Maybe it's just me, but I've noticed that artists (painters, dancers, musicians, etc.) seem more prone to drug use than others. Has anyone else noticed this? Is there possibly a link between the personality trait that makes one artistic and their desire to get intoxicated?
Creative minds often desire to push their boundaries and are always looking for new ways to craft their works. It turns out that drugs can help artists and performers step up their game and unlock their creativity. Obviously, there are extreme risks in doing so, but that's how some people have done things in their careers. I don't know if it's a predisposition, though that wouldn't surprise me.
Actually it's a myth that's propagated by the mentors of artists. I was on a writers blog for example and the writer claimed that alcohol made people more creative. It's all a big lie. But since artists buy into the myths they feel that they can't be all that creative unless they are intoxicated and that's probably the reason why most of them just keep abusing drugs.
Well drugs and alcohol are uninhibitors and do sometimes influence an artist's work, though if it's for the betterment of the artwork is subjective. In fact, all of art is subjective and most surrealists or impressionists succumb to the meaning that the audience gives to their art, not to theirs. This is all after the fact-after the thing was made.
I have noticed that drugs have influenced some of my favorite albums, songs, and paintings/sculptures/drawings and while that is sad, I guess it really just helps make some of it more legitimate. It makes you go through whatever the person was going through, really.
I've honestly heard only once about a painter who seemed to be more creative whilst drunk. Of course, the majority of people considered that his artwork, made whilst drunk, was a bit controversial and unethical to moral principles, but it essentially couldn't exclude the fact that it was indeed much more detailed and vivid. I could see farther than appearances, and I even bought some of his paintings when I visited his town.
I've mentioned this before but I'll say it again. I believe that the propensity of celebrities to take drugs can be attributed to either sheer boredom or a lack of new challenges. Since they're so successful and they've managed to accomplish things an average person could only dream of, there's nothing more for them to do to improve their lives. That's how they resort to the mysterious, the prohibited, and the esoteric. Drugs offer the whole package.
Is that so? Are you talking about artists of today or in general? A number of fiction writers don't resort to drugs, though admittedly, there are a few who indulge in it in order to treat their depression. There are painters who are like that at present but how many are there compared to the entire population of painters and digital artists around the world? You see more people indulging in drugs even though they're not artists. So I guess drug intake happens on a case to case basis and has no deep relationship with creative minds.
Those occupation sound more like artist that create or perhaps free spirited people. Just like hippies before them, experimenting and expression comes first. I think it just comes with the creative side of an individual.
Then there were people like Siegmund Freud who used cocaine when studying. Some people have used drugs without becoming addicted for either experimental or recreational purposes. I think that you can achieve the same creativity without drugs, you may just have to learn to relax and allow your imagination to have free flow.
They say there is a correlation (though not necessarily causation ) between intelligence and propensity for addiction- and there often is a correlation between intelligence and creativity. I'm not so sure I think this one's a hard and fast rule though....there are just so many circumstances that create addicts.
That's what I also noticed. Bob Marley was a great reggae artist but he was also known for being a weed smoker. Also, one of my favorite authors, Ernest Hemingway was an alcoholic, and Edgar Allan Poe mentioned that he could write much better stories whenever he was drunk. I think having an addiction to something helps someone focus.
C Creative people often need a "release" in order to express their creativity, they feel as though they need it in order to do what normally come naturally to them. It is sad because they have a talent I would love to have and so often it gets wasted.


Work request: If a line in the data has the string "Chinook", please show it.

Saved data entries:

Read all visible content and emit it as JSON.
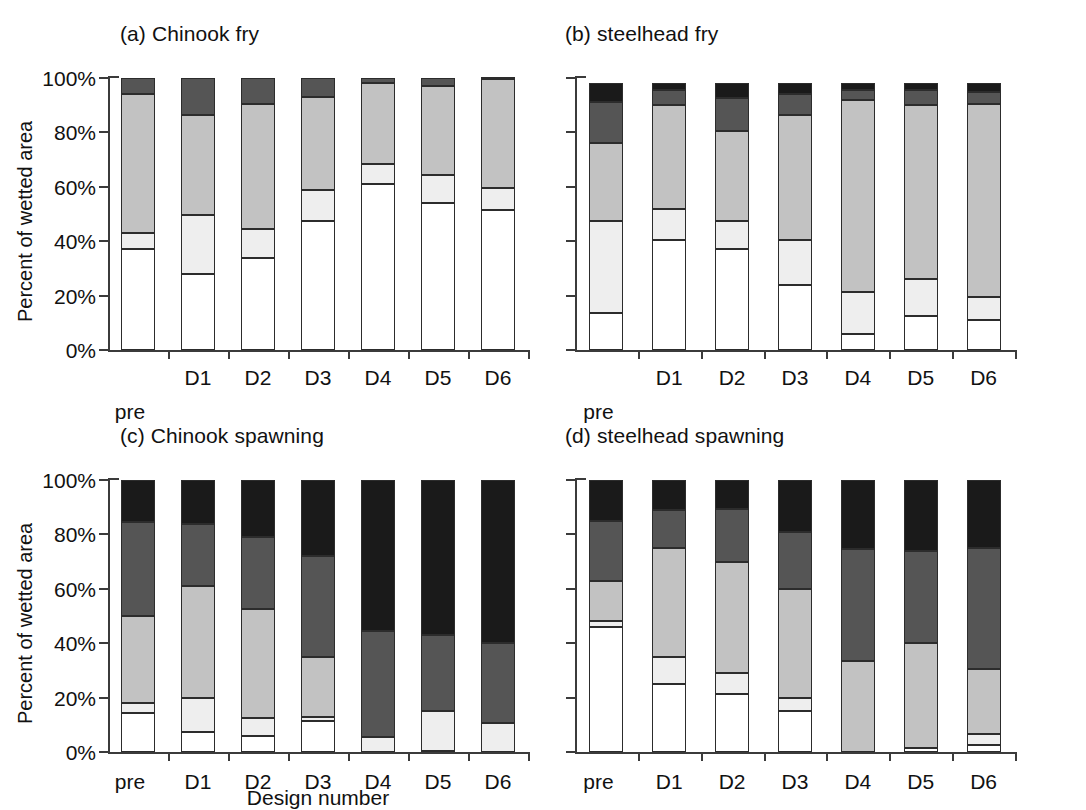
{
  "figure": {
    "y_axis_title": "Percent of wetted area",
    "x_axis_title": "Design number",
    "y_ticks": [
      "0%",
      "20%",
      "40%",
      "60%",
      "80%",
      "100%"
    ],
    "x_categories": [
      "pre",
      "D1",
      "D2",
      "D3",
      "D4",
      "D5",
      "D6"
    ],
    "colors": {
      "white": "#ffffff",
      "light_gray": "#eeeeee",
      "mid_gray": "#c2c2c2",
      "dark_gray": "#555555",
      "black": "#1a1a1a",
      "axis": "#3b3b3b",
      "outline": "#2c2c2c"
    },
    "series_names": [
      "white",
      "light gray",
      "mid gray",
      "dark gray",
      "black"
    ]
  },
  "chart_data": [
    {
      "type": "bar",
      "stacked": true,
      "panel": "a",
      "title": "(a) Chinook fry",
      "xlabel": "Design number",
      "ylabel": "Percent of wetted area",
      "ylim": [
        0,
        100
      ],
      "yticks": [
        0,
        20,
        40,
        60,
        80,
        100
      ],
      "grid": false,
      "legend": "none",
      "categories": [
        "pre",
        "D1",
        "D2",
        "D3",
        "D4",
        "D5",
        "D6"
      ],
      "series": [
        {
          "name": "white",
          "values": [
            37,
            28,
            34,
            47.5,
            61,
            54,
            51.5
          ]
        },
        {
          "name": "light gray",
          "values": [
            6,
            21.5,
            10.5,
            11.5,
            7.5,
            10.5,
            8
          ]
        },
        {
          "name": "mid gray",
          "values": [
            51,
            37,
            46,
            34,
            29.5,
            32.5,
            40
          ]
        },
        {
          "name": "dark gray",
          "values": [
            6,
            13.5,
            9.5,
            7,
            2,
            3,
            0.5
          ]
        }
      ]
    },
    {
      "type": "bar",
      "stacked": true,
      "panel": "b",
      "title": "(b) steelhead fry",
      "xlabel": "Design number",
      "ylabel": "Percent of wetted area",
      "ylim": [
        0,
        100
      ],
      "yticks": [
        0,
        20,
        40,
        60,
        80,
        100
      ],
      "grid": false,
      "legend": "none",
      "categories": [
        "pre",
        "D1",
        "D2",
        "D3",
        "D4",
        "D5",
        "D6"
      ],
      "series": [
        {
          "name": "white",
          "values": [
            13.5,
            40.5,
            37,
            24,
            6,
            12.5,
            11
          ]
        },
        {
          "name": "light gray",
          "values": [
            34,
            11.5,
            10.5,
            16.5,
            15.5,
            13.5,
            8.5
          ]
        },
        {
          "name": "mid gray",
          "values": [
            28.5,
            38,
            33,
            46,
            70.5,
            64,
            71
          ]
        },
        {
          "name": "dark gray",
          "values": [
            15,
            5.5,
            12,
            7.5,
            3.5,
            5.5,
            4.5
          ]
        },
        {
          "name": "black",
          "values": [
            7,
            2.5,
            5.5,
            4,
            2.5,
            2.5,
            3
          ]
        }
      ]
    },
    {
      "type": "bar",
      "stacked": true,
      "panel": "c",
      "title": "(c) Chinook spawning",
      "xlabel": "Design number",
      "ylabel": "Percent of wetted area",
      "ylim": [
        0,
        100
      ],
      "yticks": [
        0,
        20,
        40,
        60,
        80,
        100
      ],
      "grid": false,
      "legend": "none",
      "categories": [
        "pre",
        "D1",
        "D2",
        "D3",
        "D4",
        "D5",
        "D6"
      ],
      "series": [
        {
          "name": "white",
          "values": [
            14.5,
            7.5,
            6,
            11.5,
            0,
            0.5,
            0
          ]
        },
        {
          "name": "light gray",
          "values": [
            3.5,
            12.5,
            6.5,
            1.5,
            5.5,
            14.5,
            10.5
          ]
        },
        {
          "name": "mid gray",
          "values": [
            32,
            41,
            40,
            22,
            0,
            0,
            0
          ]
        },
        {
          "name": "dark gray",
          "values": [
            34.5,
            23,
            26.5,
            37,
            39,
            28,
            29.5
          ]
        },
        {
          "name": "black",
          "values": [
            15.5,
            16,
            21,
            28,
            55.5,
            57,
            60
          ]
        }
      ]
    },
    {
      "type": "bar",
      "stacked": true,
      "panel": "d",
      "title": "(d) steelhead spawning",
      "xlabel": "Design number",
      "ylabel": "Percent of wetted area",
      "ylim": [
        0,
        100
      ],
      "yticks": [
        0,
        20,
        40,
        60,
        80,
        100
      ],
      "grid": false,
      "legend": "none",
      "categories": [
        "pre",
        "D1",
        "D2",
        "D3",
        "D4",
        "D5",
        "D6"
      ],
      "series": [
        {
          "name": "white",
          "values": [
            46,
            25,
            21.5,
            15,
            0,
            1.5,
            2.5
          ]
        },
        {
          "name": "light gray",
          "values": [
            2,
            10,
            7.5,
            5,
            0,
            0,
            4
          ]
        },
        {
          "name": "mid gray",
          "values": [
            15,
            40,
            41,
            40,
            33.5,
            38.5,
            24
          ]
        },
        {
          "name": "dark gray",
          "values": [
            22,
            14,
            19.5,
            21,
            41,
            34,
            44.5
          ]
        },
        {
          "name": "black",
          "values": [
            15,
            11,
            10.5,
            19,
            25.5,
            26,
            25
          ]
        }
      ]
    }
  ]
}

Written answer:
      "title": "(a) Chinook fry",
      "title": "(c) Chinook spawning",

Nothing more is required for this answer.